Coealanths: 360 Myr.
What are the levels of ecology?
- Individual
- Population: many organisms of one species living in an area
- Community: more than one species interacting
- Ecosystem: adding abiotic factors
What are examples of heat stress?
- protein denaturing
- inhibit protein folding / synthesis
- disrupted biochemical balance
- O2 limitation
- changes in membrane permeability
What are symptoms
of cold stress?
- changes in membrane permeability
- reduced metabolism
- freezing damage
How do curves vary across animals?
Endothermic: have a wider performance optimum
Ectothermic: less wide performance optimum, has a shark peak
Plants: often have similar curves – often asymmetrical with a sharp decline at high temperatures
What are some methods used to look at past plant species distribution?
- pack rat midden (seeds, leaves)
- bat guano (isotopes in Chitin)
- lake cores (pollen)
How are current species shifting? Provide an example.
We would expect species to move polewards.
The butterflies in Northern Europe. For 35 European NON-MIGRATORY butterflies, 63% northward range shifts of 30-240 km during the last century.

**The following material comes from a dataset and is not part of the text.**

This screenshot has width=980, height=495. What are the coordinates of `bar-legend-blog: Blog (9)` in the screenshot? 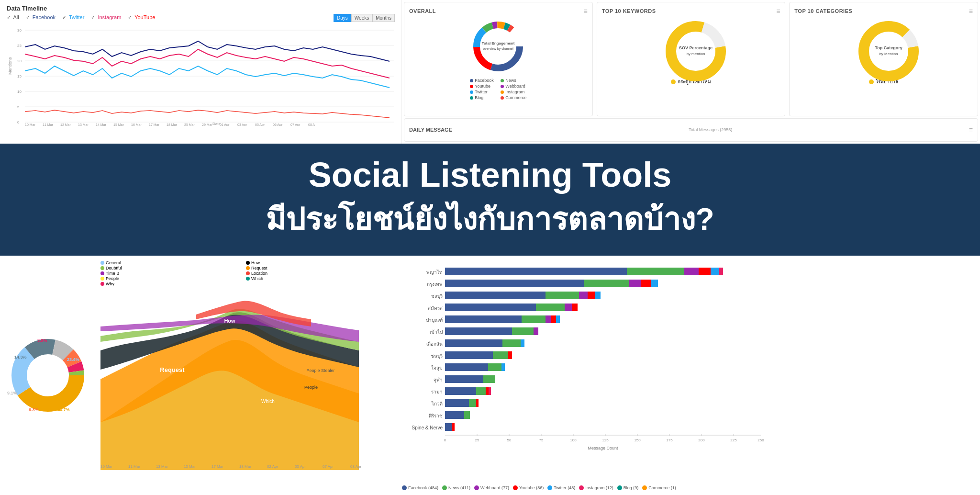 It's located at (628, 488).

Mountain plants in California. For 64 plant species, many have shifted down. Why? Although temperature increased, so did the demand for water.
How do we measure change?
- life history
- survival
- growth
- reproduction
- recruitment
- population growth or decline
Trailing edge
niche has moved forward, but individuals are still responding
Leading edge
where regeneration is becoming more successful
Climate velocity
the speed an organism needs to, move across the landscape to keep up with shifts in the climate – how far would a species have to move to find the climate it has now.